Читать книгу Letters from Max - Sarah Ruhl - Страница 20
ОглавлениеThat long winter, amid chemotherapy and scans, Max worked hard to graduate from Yale. His mother stayed with him in New Haven to help him through chemotherapy.
Not only was Max dealing with mortality and school, he was dealing with all the vagaries of college life. Perhaps my empathy was informed by my own experience of college. My father was diagnosed with cancer in the fall of my freshman year, and I lost him a year later. So college was, for me, a bizarre juxtaposition between my own extreme grief and a private, obsessive attempt to get some wisdom from books and teachers. My teachers at Brown University invited me to their homes, and into their lives, and I think that gave me the strength to remain far from home. I lived for my frequent trips from Providence home to Chicago, and somehow survived the indignities of being twenty, surrounded by many drunk young people who were thinking not at all of mortality.
So I imagined that there was a gulf between Max and the young people who surrounded him, who couldn’t quite fathom what he was experiencing. He would write me, asking if we could speak on the phone, saying, “My romantic life is falling apart; I don’t really know how to talk to people about my illness in a nondestructive way, or how they’re supposed to listen, and you write really wonderful listeners.”
Always, always, Max wanted to know what was the best way to listen. Perhaps because I wrote characters who listened to each other, Max suspected that I might be a good listener.
Max came to Dear Elizabeth at Yale Repertory Theater. He hugged me afterward, in tears, and said he felt I’d written the play just for him. And though I hadn’t met Max when I wrote that play, it did feel somehow that I’d written the play just for him.
That winter, we pursued soup. And shared poems.
Max somehow got me to share with him my early poems, written when I was his age. I seldom share my poems with people.
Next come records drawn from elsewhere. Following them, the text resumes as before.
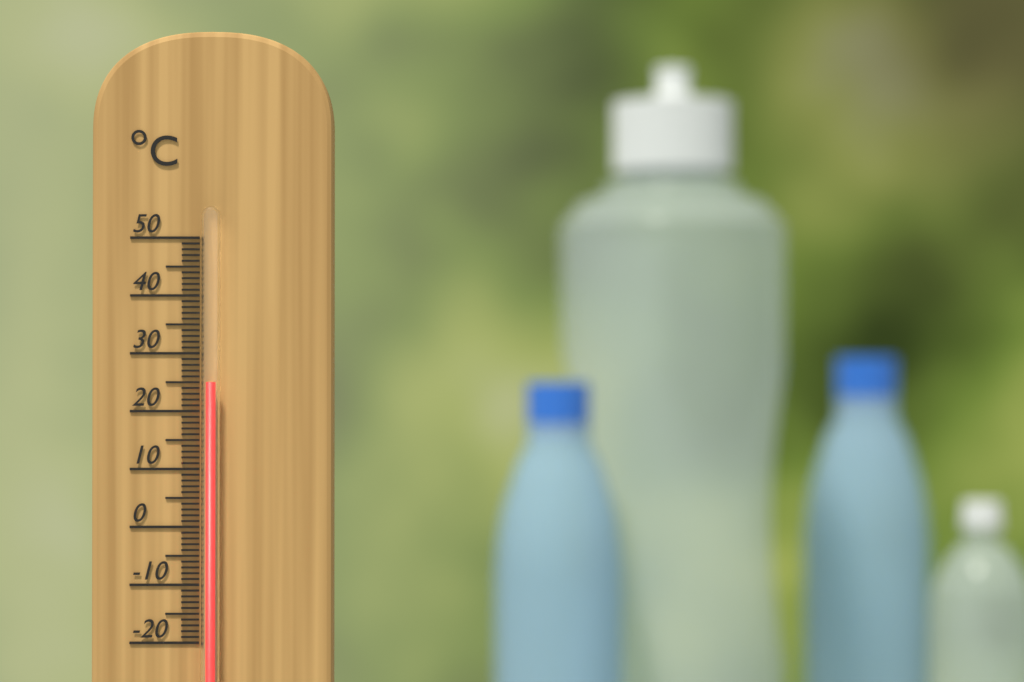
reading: 25 °C
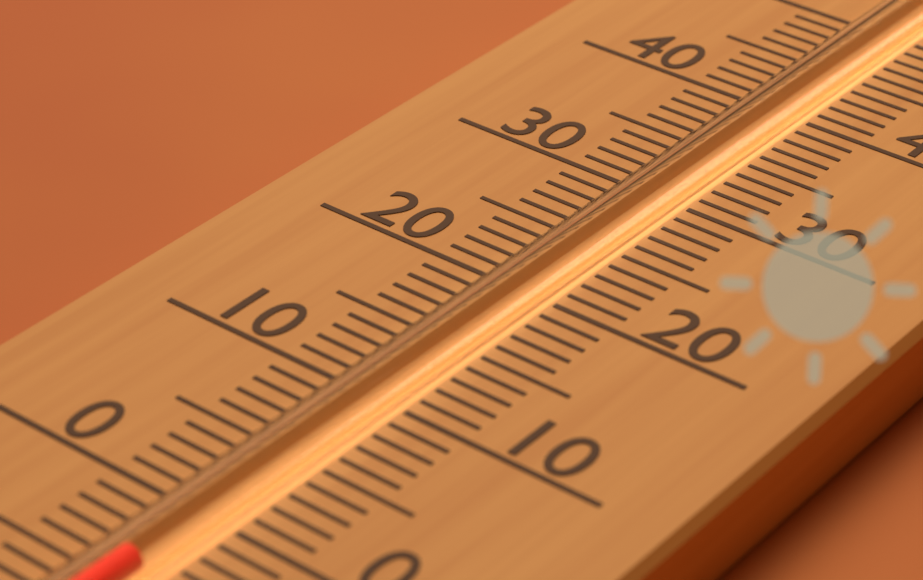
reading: -4 (no unit)
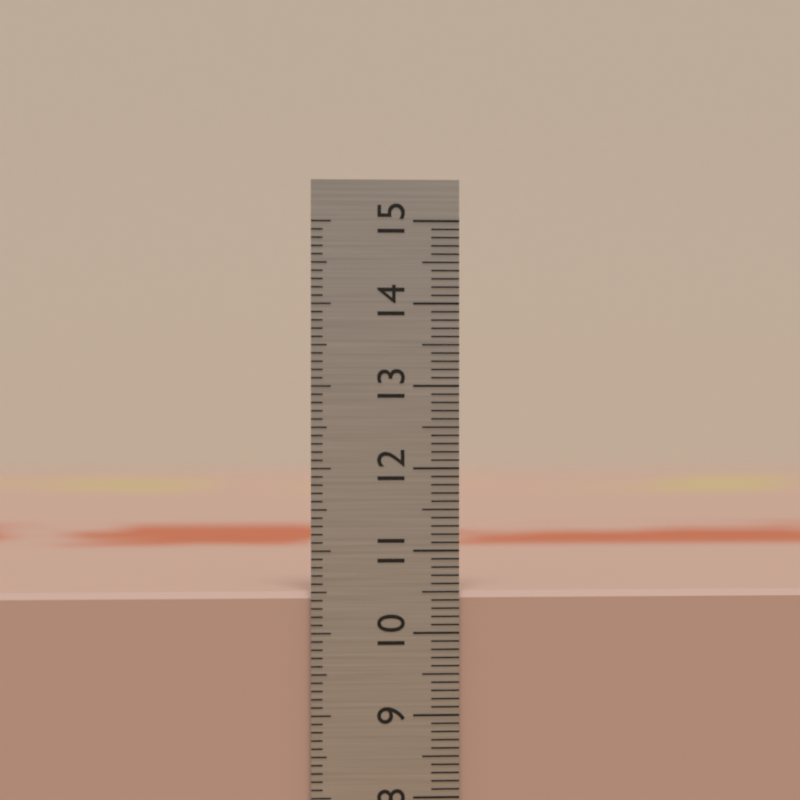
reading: 10.5 cm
Emily Dickinson’s envelope poems are to me the height of beauty—unshared, unfinished, written on envelopes—as partial as they are sublime, as hidden as they are revealed.
My plays get consumed by audiences in front of me; the audiences either laugh or don’t laugh, clap heartily or not at all; the plays get reviewed well or badly; this was as much vulnerability, I’d decided, as one writer could absorb in one lifetime. The poems were private. I wrote them as gifts for other people—occasion poems, you might say, in the old-fashioned tradition. I wanted desperately to be a poet before I discovered playwriting, but once I wrote plays, I began to think there was a kind of equation for playwrights—indifferent-to-bad poets made good playwrights. The poems were a compost heap for the plays. And if you like your friends, you don’t send them compost in the mail.
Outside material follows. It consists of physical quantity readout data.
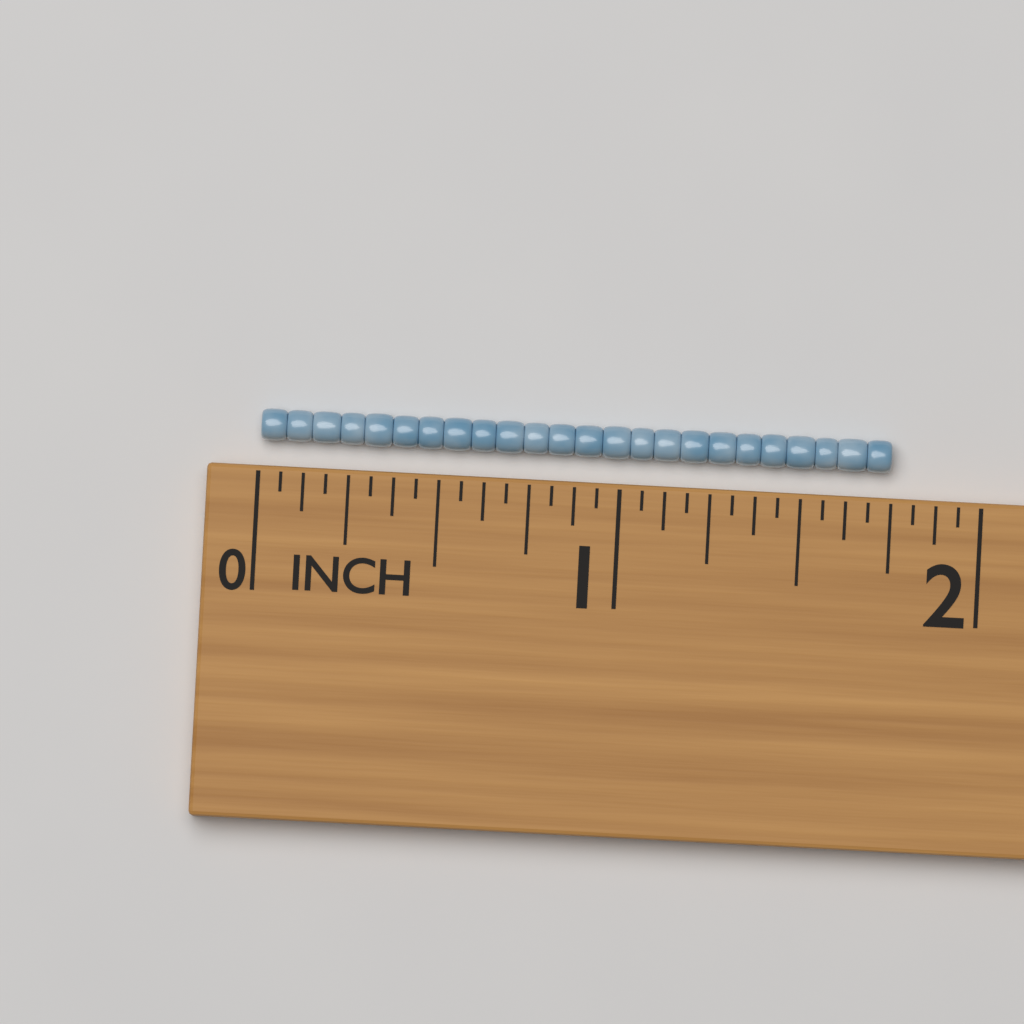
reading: 1.7500 in
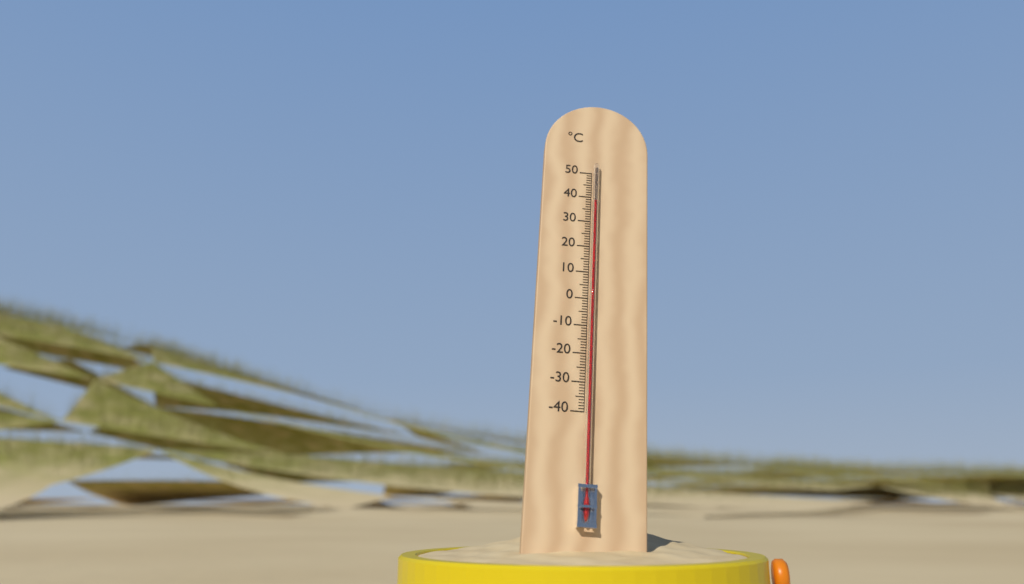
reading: 38 °C
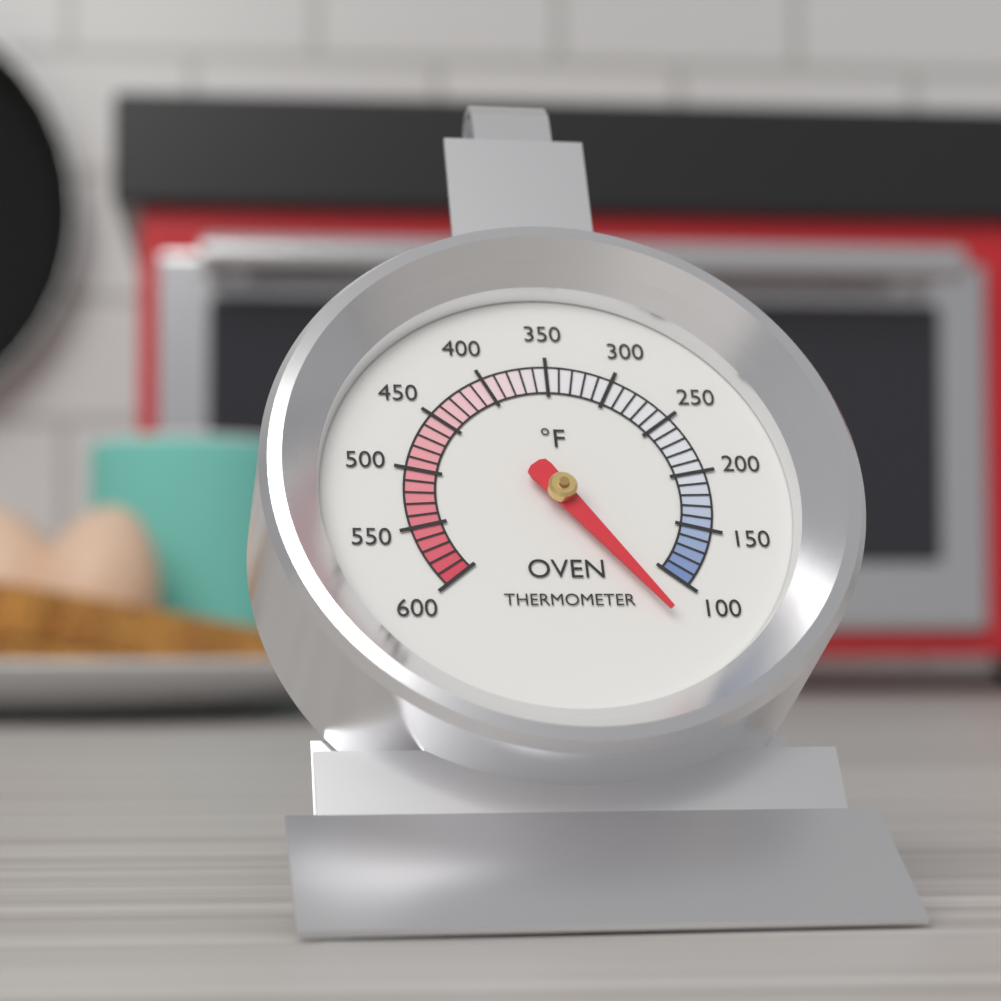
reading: 75 °F
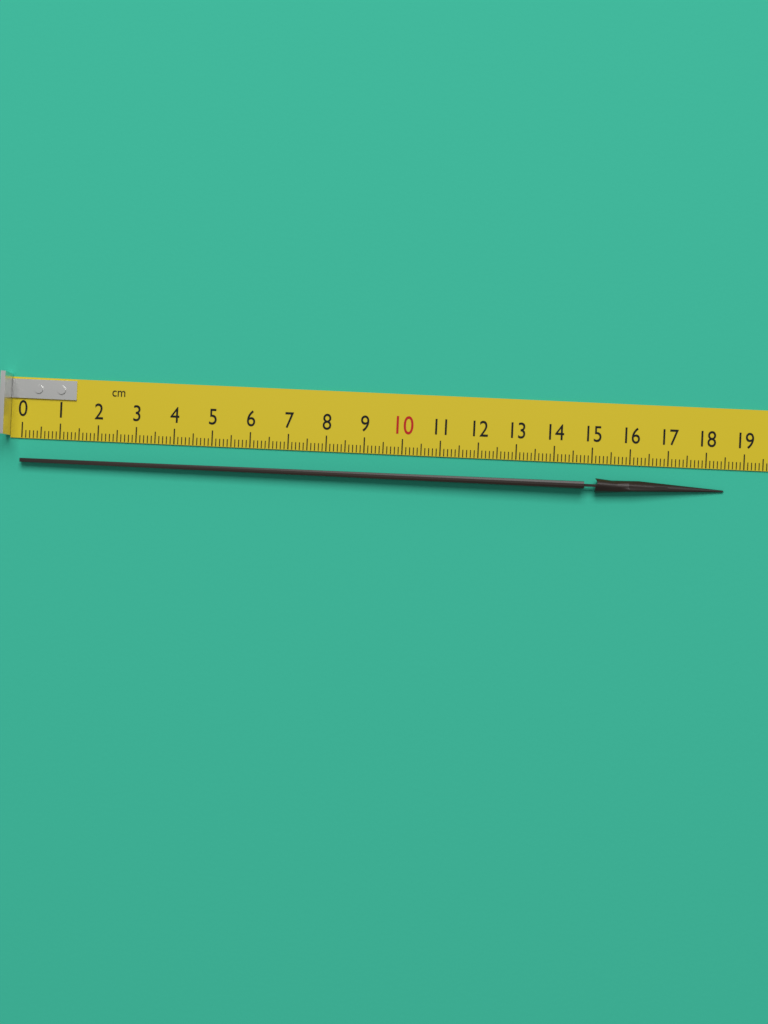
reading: 18.5 cm
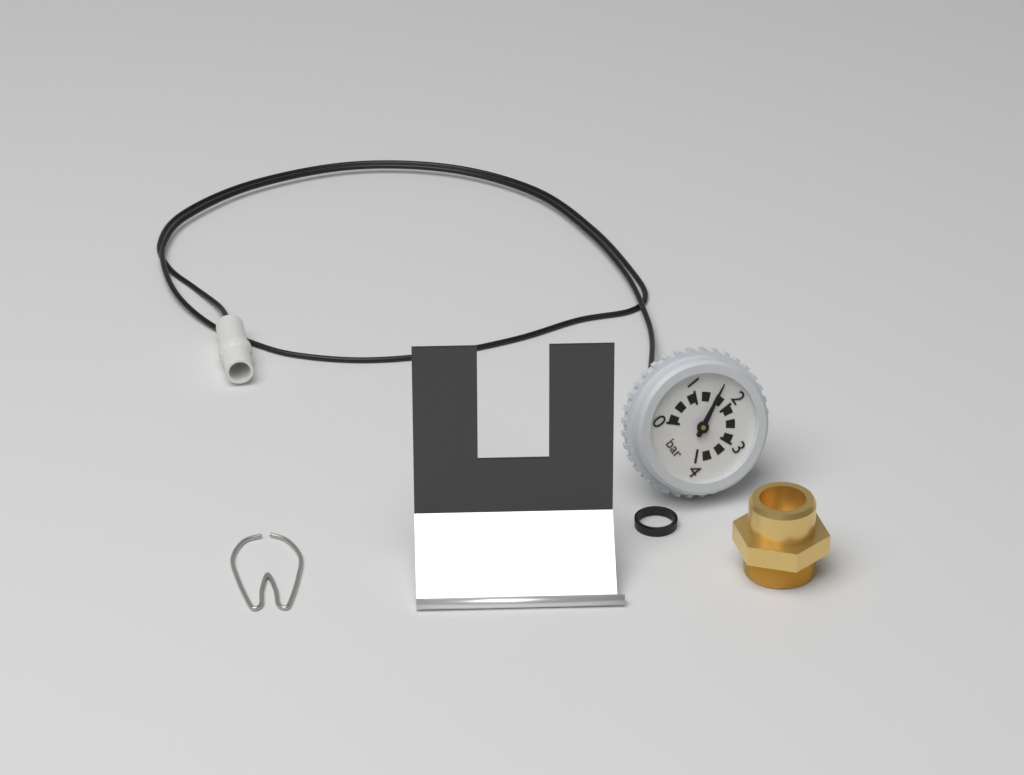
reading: 1.6 bar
But Max asked for more poetry, and Max could be very persuasive.
In sharing our poetry with each other, I came to feel less and less Max’s “teacher,” and more his colleague and friend. I was certainly not the only teacher who had a close working relationship with Max. Max spoke often of the astonishing poet Louise Glück, who mentored him beautifully at Yale and afterward. Max would go on to charm scores of teachers who ended up asking for Max’s feedback on their own writing.
That Max turned many of his teachers into colleagues in short order, as fast as you could flip a pancake, was not surprising. The transformation was immediate because it did not take long for a perceptive teacher to see Max as an equal. I was certainly not the only teacher of his to dissolve the formal boundaries between the teacher and the taught. And this reversal was not at all a lack of reverence for his teachers—quite the opposite. He would emphatically introduce me as his Teacher with a capital T long after he was my student at Yale. The transformation of his teachers into fellow writers was more to do with reciprocity.
Max’s generosity could not bear to take without giving, could not bear to be read without also reading. Poetry was, to Max, a conversation. He didn’t want to chirp his epic songs into an unsinging receptacle. He wanted them to answer back. He wanted a poem to answer a poem. He wanted his writing to beget more writing.
He told me that with the time he had left, all he wanted to do was write poetry. He was applying to graduate school in poetry. He asked me for a recommendation. I said yes. I knew it would be very easy for me to write.